What does THAT even mean?
Lemont (of the comic strip Candorville) has an unfortunate habit of accosting perfect strangers and correcting their grammar. Today he pays the price.
But the fact is, he didn't correct her grammar. He rudely and snidely objected to a well-established American idiom in fact, two idioms:
Frankly, he deserved to be beaten up. Anybody who goes around demanding that idioms make sense and pretending not to understand conventional phrases is just a jerk.

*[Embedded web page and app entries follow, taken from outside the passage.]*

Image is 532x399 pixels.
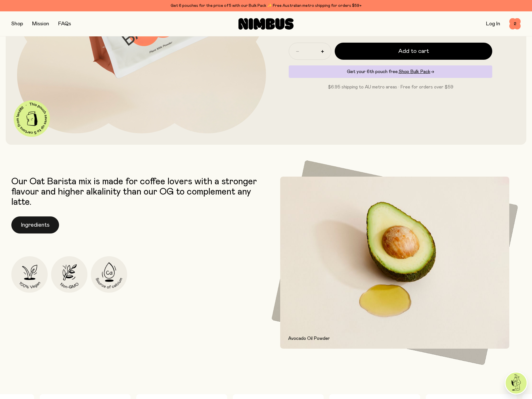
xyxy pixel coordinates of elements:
img: Avocado and avocado oil [281,176,509,349]
p: Avocado Oil Powder [288,335,502,342]
div: Get your 6th pouch free. [289,66,493,78]
a: Shop Bulk Pack→ [399,69,435,74]
button: Ingredients [11,216,59,233]
a: Log In [486,21,500,26]
p: $6.95 shipping to AU metro areas · Free for orders over $59 [289,84,493,91]
span: Add to cart [399,47,429,55]
button: Add to cart [335,43,493,59]
a: Mission [32,21,49,26]
a: FAQs [58,21,71,26]
button: 2 [509,18,521,30]
div: Get 6 pouches for the price of 5 with our Bulk Pack ✨ Free Australian metro shipping for orders $59+ [11,2,521,9]
p: Our Oat Barista mix is made for coffee lovers with a stronger flavour and higher alkalinity than ... [11,176,263,207]
img: agent [506,372,527,393]
span: Shop Bulk Pack [399,69,430,74]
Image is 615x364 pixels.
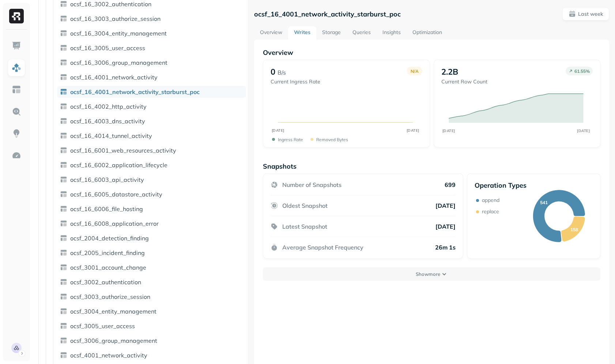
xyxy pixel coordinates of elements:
[407,128,419,132] tspan: [DATE]
[70,308,157,315] span: ocsf_3004_entity_management
[57,291,246,303] a: ocsf_3003_authorize_session
[70,74,158,81] span: ocsf_16_4001_network_activity
[12,151,21,161] img: Optimization
[57,203,246,215] a: ocsf_16_6006_file_hosting
[57,320,246,332] a: ocsf_3005_user_access
[288,26,316,40] a: Writes
[70,249,145,257] span: ocsf_2005_incident_finding
[282,202,328,209] p: Oldest Snapshot
[60,205,67,212] img: table
[70,0,152,8] span: ocsf_16_3002_authentication
[70,322,135,330] span: ocsf_3005_user_access
[57,247,246,259] a: ocsf_2005_incident_finding
[475,181,526,190] p: Operation Types
[346,26,377,40] a: Queries
[60,351,67,359] img: table
[57,86,246,97] a: ocsf_16_4001_network_activity_starburst_poc
[57,56,246,68] a: ocsf_16_3006_group_management
[60,308,67,315] img: table
[57,13,246,24] a: ocsf_16_3003_authorize_session
[407,26,449,40] a: Optimization
[60,278,67,286] img: table
[57,145,246,157] a: ocsf_16_6001_web_resources_activity
[436,202,455,209] p: [DATE]
[12,107,21,117] img: Query Explorer
[70,235,149,242] span: ocsf_2004_detection_finding
[70,118,145,125] span: ocsf_16_4003_dns_activity
[443,128,455,132] tspan: [DATE]
[70,205,143,212] span: ocsf_16_6006_file_hosting
[70,162,167,168] span: ocsf_16_6002_application_lifecycle
[70,278,141,286] span: ocsf_3002_authentication
[57,42,246,54] a: ocsf_16_3005_user_access
[70,59,167,66] span: ocsf_16_3006_group_management
[577,128,590,132] tspan: [DATE]
[277,68,286,77] p: B/s
[60,74,67,81] img: table
[60,44,67,52] img: table
[282,181,342,189] p: Number of Snapshots
[57,27,246,39] a: ocsf_16_3004_entity_management
[70,264,146,272] span: ocsf_3001_account_change
[60,322,67,330] img: table
[57,189,246,200] a: ocsf_16_6005_datastore_activity
[70,103,147,110] span: ocsf_16_4002_http_activity
[57,100,246,112] a: ocsf_16_4002_http_activity
[12,343,21,353] img: Rula
[70,15,161,22] span: ocsf_16_3003_authorize_session
[377,26,407,40] a: Insights
[263,268,600,280] button: Showmore
[60,147,67,154] img: table
[57,306,246,317] a: ocsf_3004_entity_management
[483,197,500,203] p: append
[12,63,21,72] img: Assets
[263,163,297,170] p: Snapshots
[60,132,67,139] img: table
[60,59,67,66] img: table
[60,0,67,8] img: table
[57,349,246,361] a: ocsf_4001_network_activity
[70,351,148,359] span: ocsf_4001_network_activity
[445,181,455,189] p: 699
[60,89,67,95] img: table
[57,160,246,171] a: ocsf_16_6002_application_lifecycle
[60,293,67,301] img: table
[70,44,145,52] span: ocsf_16_3005_user_access
[60,249,67,257] img: table
[12,41,21,51] img: Dashboard
[416,271,441,277] p: Show more
[254,26,288,40] a: Overview
[70,132,152,139] span: ocsf_16_4014_tunnel_activity
[60,118,67,125] img: table
[271,66,275,77] p: 0
[411,68,418,74] p: N/A
[12,128,21,138] img: Insights
[254,10,401,18] p: ocsf_16_4001_network_activity_starburst_poc
[60,235,67,242] img: table
[435,243,455,251] p: 26m 1s
[57,218,246,230] a: ocsf_16_6008_application_error
[442,66,458,77] p: 2.2B
[278,137,304,142] p: Ingress Rate
[316,26,346,40] a: Storage
[70,29,166,37] span: ocsf_16_3004_entity_management
[70,293,151,301] span: ocsf_3003_authorize_session
[570,227,578,233] text: 158
[60,15,67,22] img: table
[60,176,67,183] img: table
[575,68,590,74] p: 61.55 %
[282,223,327,230] p: Latest Snapshot
[271,128,285,132] tspan: [DATE]
[57,276,246,288] a: ocsf_3002_authentication
[483,208,499,215] p: replace
[282,243,364,251] p: Average Snapshot Frequency
[60,220,67,227] img: table
[70,89,199,95] span: ocsf_16_4001_network_activity_starburst_poc
[57,129,246,142] a: ocsf_16_4014_tunnel_activity
[578,11,603,18] p: Last week
[271,78,320,86] p: Current Ingress Rate
[70,220,159,227] span: ocsf_16_6008_application_error
[70,191,163,198] span: ocsf_16_6005_datastore_activity
[70,337,158,345] span: ocsf_3006_group_management
[57,335,246,346] a: ocsf_3006_group_management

And anyway,"beat the spit out of"? What does that even mean, Lemont?
5 Comments:
"Spit" is just a bowdlerization for a similar word, except with the 8th letter of the alphabet in the second position. (It's also used as a substitute for the urinary liquid that John Nance Garner famously characterized the Vice Presidency as a warm bucket of, inter alia).
So, I'm not sure if you're serious or not; of course spit is a euphemism equired by the medium. But with or without the euphemism, why does Lemont get to use that figure of speech when he walks around demanding that people not say things like "pay for it" and "so long"?
Young lady, I take my humor v-e-r-y seriously ;-)))
I had an Indian (as in from India) roommate who thought that "so long" came from an Indian expression, but I can't seem to find any reference to that, at least with a cursory search. I think I have also heard or read that it came from "salaam".
Yes, that story - that Brits brought it back from the Malay pronunciation of "salaam" - is quite common. It's unlikely, though, since it's a very American expression, and dates from about 1860. There's also a theory that it comes from Irish "slán", which is, I think, more likely.
But the bottom line is that no one knows.